I'm playing with date-time format from ISO 8601. I have this pattern:
"yyyy-MM-dd'T'HH:mm:ssZZ'Z'"
and the output is:
"2015-11-17T00:00:00+0000Z"
.
My question is if the output is ok, if is possible to have in a date +0000 and Z taking in account both has the same meaning time zone offset/id. Thanks in advance for clarification =)
No, not OK
No, the Z
is an offset-from-UTC so it should not be combined redundantly with a numerical offset of +00:00
or +0000
.
ISO 8601
While I do not have access to a paid copy of the ISO 8601 spec, the Wikipedia page clearly states that the Z
must follow the time-of-day:
…add a Z directly after the time without a space.
IETF RFC 3339
The freely-available RFC 3339, a profile of ISO 8601, defines a Z
as being attached to a time-of-day:
A suffix … applied to a time …
The RFC also states with formal ABNF notation that we should use either a Z
or a number. In ABNF, the slash (SOLIDUS) means “or” (exclusive ‘or’), while the pair of square brackets means “optional”.
time-numoffset = ("+" / "-") time-hour [[":"] time-minute]
time-zone = "Z" / time-numoffset
Furthermore, section 5.4 of the spec specifically recommends against including redundant information.
Java
The modern java.time classes built into Java use the standard ISO 8601 formats by default when parsing/generating strings. See Oracle Tutorial.
Parsing text input
With Z
:
Instant instant = Instant.parse( "2019-01-23T12:34:56.123456789Z" ) ;
With +00:00
:
OffsetDateTime odt = OffsetDateTime.parse( "2019-01-23T12:34:56.123456789+00:00" ) ;
Generating text output
To create a string with the Z
, simply call Instant::toString
.
String output = Instant.now().toString() ; // Capture the current moment in UTC, then generate text representing that value in standard ISO 8601 using the `Z` offset-indicator.
2019-05-22T21:00:52.214709Z
To create a string with the 00:00
, call OffsetDateTime::format
. Generate text using a DateTimeFormatter
with a formatting pattern you define.
DateTimeFormatter f = DateTimeFormatter.ofPattern( "uuuu-MM-dd'T'HH:mm:ss.SSSxxx" ) ;
String output = OffsetDateTime.now( ZoneOffset.UTC ).format( f ) ;
2019-05-22T21:00:52.319076+00:00
Truncating
You may want to truncate any microseconds or nanoseconds.
Instant
.now()
.truncatedTo( ChronoUnit.MILLIS )
.toString()
2019-05-22T21:11:28.970Z
…and…
OffsetDateTime
.now( ZoneOffset.UTC )
.truncatedTo( ChronoUnit.MILLIS )
.format(
DateTimeFormatter.ofPattern( "uuuu-MM-dd'T'HH:mm:ss.SSSxxx" )
)
2019-05-22T21:11:29.078+00:00
See this code running live at IdeOne.com.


How to complete this task:
Repeat every record below exactly, omitting any pictures.
** Opening Source data block **
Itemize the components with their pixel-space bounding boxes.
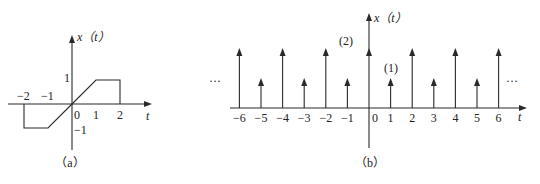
tick-a-2: 2 [117,108,123,122]
caption-a: （a） [55,156,84,170]
tick-b: −1 [341,111,354,125]
tick-b: 2 [409,111,415,125]
impulse-label-1: (1) [384,61,398,75]
tick-b: 4 [452,111,458,125]
tick-b: −4 [276,111,289,125]
x-label-a: t [146,109,150,123]
tick-a-neg1: −1 [41,89,54,103]
tick-b: −2 [319,111,332,125]
x-ticks-b: −6−5−4−3−2−10123456 [233,111,502,125]
ytick-a-1: 1 [64,71,70,85]
x-label-b: t [518,110,522,124]
tick-a-0: 0 [74,108,80,122]
ytick-a-neg1: −1 [74,123,87,137]
impulse-label-2: (2) [339,34,353,48]
y-label-a: x（t） [76,30,110,44]
figure-labels: x（t） t −2 −1 0 1 2 1 −1 （a） x（t） t (2) (… [0,0,540,184]
tick-a-1: 1 [93,108,99,122]
tick-b: −6 [233,111,246,125]
tick-b: −3 [298,111,311,125]
y-label-b: x（t） [373,11,407,25]
tick-b: 5 [474,111,480,125]
tick-b: 3 [431,111,437,125]
caption-b: （b） [355,156,385,170]
tick-b: −5 [255,111,268,125]
tick-a-neg2: −2 [17,89,30,103]
ellipsis-right: ··· [506,74,518,88]
tick-b: 0 [372,111,378,125]
ellipsis-left: ··· [209,74,221,88]
tick-b: 6 [496,111,502,125]
tick-b: 1 [388,111,394,125]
** Closing Source data block **
Answer space:
Itemize the components with their pixel-space bounding boxes.
tick-a-2: 2 [117,108,123,122]
caption-a: （a） [55,156,84,170]
tick-b: −1 [341,111,354,125]
tick-b: 2 [409,111,415,125]
impulse-label-1: (1) [384,61,398,75]
tick-b: 4 [452,111,458,125]
tick-b: −4 [276,111,289,125]
x-label-a: t [146,109,150,123]
tick-a-neg1: −1 [41,89,54,103]
tick-b: −2 [319,111,332,125]
x-ticks-b: −6−5−4−3−2−10123456 [233,111,502,125]
ytick-a-1: 1 [64,71,70,85]
x-label-b: t [518,110,522,124]
tick-a-0: 0 [74,108,80,122]
ytick-a-neg1: −1 [74,123,87,137]
impulse-label-2: (2) [339,34,353,48]
y-label-a: x（t） [76,30,110,44]
figure-labels: x（t） t −2 −1 0 1 2 1 −1 （a） x（t） t (2) (… [0,0,540,184]
tick-a-1: 1 [93,108,99,122]
tick-b: −6 [233,111,246,125]
tick-b: −3 [298,111,311,125]
y-label-b: x（t） [373,11,407,25]
tick-b: 5 [474,111,480,125]
tick-b: 3 [431,111,437,125]
caption-b: （b） [355,156,385,170]
tick-b: −5 [255,111,268,125]
tick-a-neg2: −2 [17,89,30,103]
ellipsis-right: ··· [506,74,518,88]
tick-b: 0 [372,111,378,125]
ellipsis-left: ··· [209,74,221,88]
tick-b: 6 [496,111,502,125]
tick-b: 1 [388,111,394,125]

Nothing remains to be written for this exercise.